This is the paradox: The more we try to measure everything, the more we miss what matters.
Choose to be measured by the impact you create, not just the data you collect.
This is the paradox: The more we try to measure everything, the more we miss what matters.
Choose to be measured by the impact you create, not just the data you collect.
@portugeek @Daojoan Something from @pluralistic I'm always quoting:
"Quantitative disciplines – physics, math, and (especially) computer science – make a pretense of objectivity. They make very precise measurements of everything that can be measured precisely, assign deceptively precise measurements to things that can’t be measured precisely, and jettison the rest on the grounds that you can’t do mathematical operations on it."

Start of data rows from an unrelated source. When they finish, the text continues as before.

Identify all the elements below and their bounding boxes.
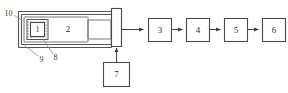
block-3[interactable]: 3 xyxy=(149,19,172,42)
block-4-label: 4 xyxy=(196,25,201,35)
block-7-label: 7 xyxy=(114,69,119,79)
window-plate xyxy=(112,9,122,47)
block-7[interactable]: 7 xyxy=(104,63,130,87)
leader-8 xyxy=(43,39,53,54)
block-6-label: 6 xyxy=(272,25,277,35)
sample-label: 1 xyxy=(36,25,40,34)
sample-holder-label: 8 xyxy=(54,53,58,62)
sample-element: 1 xyxy=(31,23,45,37)
inner-wall-label: 9 xyxy=(40,55,44,64)
block-4[interactable]: 4 xyxy=(187,19,210,42)
figure-canvas: 1 2 10 9 8 xyxy=(0,0,288,93)
cavity-label: 2 xyxy=(66,24,71,34)
chamber-right-section xyxy=(88,20,111,39)
block-6[interactable]: 6 xyxy=(263,19,286,42)
block-5[interactable]: 5 xyxy=(225,19,248,42)
block-3-label: 3 xyxy=(158,25,163,35)
block-5-label: 5 xyxy=(234,25,239,35)
outer-wall-label: 10 xyxy=(5,9,13,18)
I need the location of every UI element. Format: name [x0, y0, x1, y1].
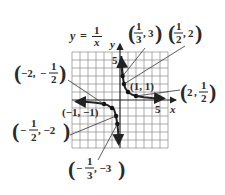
hyperbola-graph: 5 5 x y y = 1 x ( 1 3 , 3 ) ( 1 2 , 2 ) … — [0, 0, 225, 195]
svg-text:2: 2 — [176, 33, 182, 45]
svg-text:): ) — [59, 60, 66, 85]
svg-text:1: 1 — [94, 24, 100, 36]
point-label-neg1-3-neg3: ( − 1 3 , −3 ) — [68, 155, 125, 181]
svg-text:,: , — [194, 86, 197, 98]
svg-text:1: 1 — [51, 60, 57, 72]
svg-text:, −3: , −3 — [94, 162, 112, 174]
svg-text:1: 1 — [176, 20, 182, 32]
svg-text:1: 1 — [87, 155, 93, 167]
y-tick-label-5: 5 — [112, 54, 118, 66]
svg-text:): ) — [63, 118, 70, 143]
point-label-2-1-2: ( 2 , 1 2 ) — [180, 79, 216, 104]
svg-text:, −2: , −2 — [38, 124, 56, 136]
svg-text:): ) — [155, 20, 162, 45]
svg-text:1: 1 — [201, 79, 207, 91]
svg-text:(: ( — [12, 118, 19, 143]
svg-text:1: 1 — [136, 20, 142, 32]
svg-text:1: 1 — [31, 117, 37, 129]
y-axis-label: y — [108, 38, 115, 50]
svg-text:(: ( — [68, 156, 75, 181]
point-neg1-neg1 — [110, 106, 114, 110]
point-label-neg1-2-neg2: ( − 1 2 , −2 ) — [12, 117, 70, 143]
svg-text:2: 2 — [31, 131, 37, 143]
svg-text:3: 3 — [136, 33, 142, 45]
svg-text:=: = — [80, 29, 87, 43]
svg-text:,: , — [183, 27, 186, 39]
svg-text:,: , — [143, 27, 146, 39]
point-label-neg2-neg1-2: ( −2, − 1 2 ) — [14, 60, 66, 85]
svg-text:): ) — [118, 156, 125, 181]
svg-text:): ) — [195, 20, 202, 45]
svg-text:−: − — [40, 67, 46, 79]
point-label-1-3-3: ( 1 3 , 3 ) — [128, 20, 162, 45]
svg-text:−: − — [20, 124, 26, 136]
svg-text:−2,: −2, — [21, 67, 36, 79]
x-tick-label-5: 5 — [155, 103, 161, 115]
svg-text:2: 2 — [187, 86, 193, 98]
svg-text:y: y — [68, 29, 76, 43]
leader-lines — [68, 46, 185, 160]
svg-text:2: 2 — [188, 27, 194, 39]
x-axis-label: x — [169, 103, 176, 115]
svg-text:3: 3 — [148, 27, 154, 39]
curve-branch-positive-start — [121, 58, 122, 76]
svg-text:x: x — [93, 36, 100, 48]
svg-text:2: 2 — [201, 92, 207, 104]
equation-label: y = 1 x — [68, 24, 102, 48]
svg-text:−: − — [76, 162, 82, 174]
point-label-1-1: (1, 1) — [130, 80, 154, 93]
svg-text:2: 2 — [51, 73, 57, 85]
point-label-1-2-2: ( 1 2 , 2 ) — [168, 20, 202, 45]
svg-text:): ) — [209, 79, 216, 104]
svg-text:3: 3 — [87, 169, 93, 181]
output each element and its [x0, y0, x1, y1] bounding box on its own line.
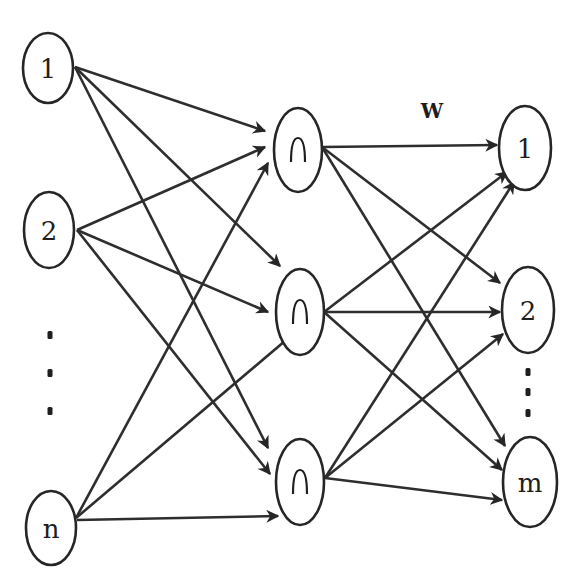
node-label: 2 — [41, 216, 58, 246]
ellipsis-dot — [48, 331, 53, 339]
input-node: n — [26, 491, 76, 565]
output-node: m — [503, 437, 557, 527]
output-node: 1 — [499, 106, 551, 190]
connection-arrow — [77, 230, 268, 312]
hidden-node — [276, 269, 324, 355]
node-circle — [274, 108, 322, 192]
output-node: 2 — [502, 267, 554, 353]
input-node: 1 — [23, 33, 73, 103]
connection-arrow — [324, 312, 502, 470]
network-nodes: 12n12m — [23, 33, 557, 565]
ellipsis-dot — [48, 369, 53, 377]
connection-arrow — [76, 163, 268, 518]
connection-arrow — [322, 145, 497, 147]
ellipsis-dot — [48, 407, 53, 415]
neural-network-diagram: 12n12m W — [0, 0, 575, 579]
connection-arrow — [325, 478, 502, 500]
connection-arrow — [76, 335, 292, 518]
node-circle — [276, 269, 324, 355]
node-label: m — [518, 468, 543, 498]
node-label: 1 — [40, 54, 57, 84]
ellipsis-dot — [526, 368, 531, 376]
connection-arrow — [75, 67, 280, 266]
ellipsis-dot — [526, 388, 531, 396]
connection-arrow — [322, 147, 500, 283]
node-label: 1 — [517, 134, 534, 164]
weight-label: W — [420, 99, 444, 123]
connection-arrow — [325, 182, 514, 478]
input-node: 2 — [24, 192, 74, 268]
node-label: 2 — [520, 296, 537, 326]
connection-arrow — [322, 147, 505, 446]
hidden-node — [274, 108, 322, 192]
connection-arrow — [77, 230, 270, 474]
hidden-node — [276, 439, 324, 525]
ellipsis-dot — [526, 409, 531, 417]
node-circle — [276, 439, 324, 525]
connection-arrow — [75, 67, 268, 448]
node-label: n — [43, 514, 60, 544]
connection-arrow — [77, 516, 278, 520]
connection-arrow — [325, 334, 503, 478]
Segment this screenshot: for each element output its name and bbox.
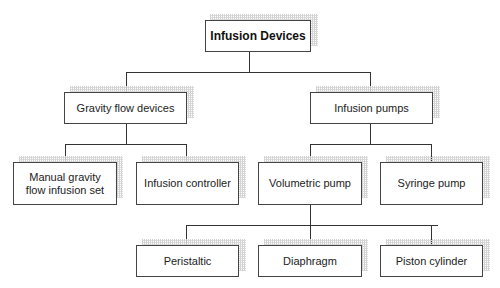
node-piston-cylinder: Piston cylinder xyxy=(380,245,483,277)
node-infusion-controller: Infusion controller xyxy=(136,162,239,205)
node-peristaltic: Peristaltic xyxy=(136,245,239,277)
node-infusion-pumps: Infusion pumps xyxy=(310,92,433,124)
connector-root-down xyxy=(249,52,250,72)
node-syringe-pump: Syringe pump xyxy=(380,162,483,205)
connector-level1-horizontal xyxy=(126,72,371,73)
connector-gravity-horizontal xyxy=(65,144,187,145)
connector-gravity-down xyxy=(126,123,127,144)
infusion-devices-diagram: Infusion Devices Gravity flow devices In… xyxy=(0,0,500,288)
node-manual-gravity-flow-infusion-set: Manual gravity flow infusion set xyxy=(13,162,117,205)
node-diaphragm: Diaphragm xyxy=(258,245,362,277)
connector-pumps-horizontal xyxy=(310,144,432,145)
connector-volumetric-down xyxy=(310,205,311,225)
node-gravity-flow-devices: Gravity flow devices xyxy=(64,92,187,124)
connector-volumetric-horizontal xyxy=(186,225,438,226)
connector-pumps-down xyxy=(370,123,371,144)
node-infusion-devices: Infusion Devices xyxy=(205,20,311,52)
node-volumetric-pump: Volumetric pump xyxy=(258,162,362,205)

@Daojoan Until recently I was working for a massive European institution that was rolling out a new way to “measure” our work. Basically everything had to be a project, so everyone’s work can be quantified within PM tools. It doesn’t matter what the actual contribution of the individual is, if there isn’t a metric for it within a project, it wasn’t valuable. Even regular maintenance work had to be shoehorned into projects just in case upper management thought it useless and discarded it.
This quantify everything trend is happening everywhere for every department. If it’s not measurable, it’s not important. If you can only see your organisation’s work via a spreadsheet, you don’t know diddly squat about it and the work it does. These people want to know the cost of everything, because they can’t understand the value of anything.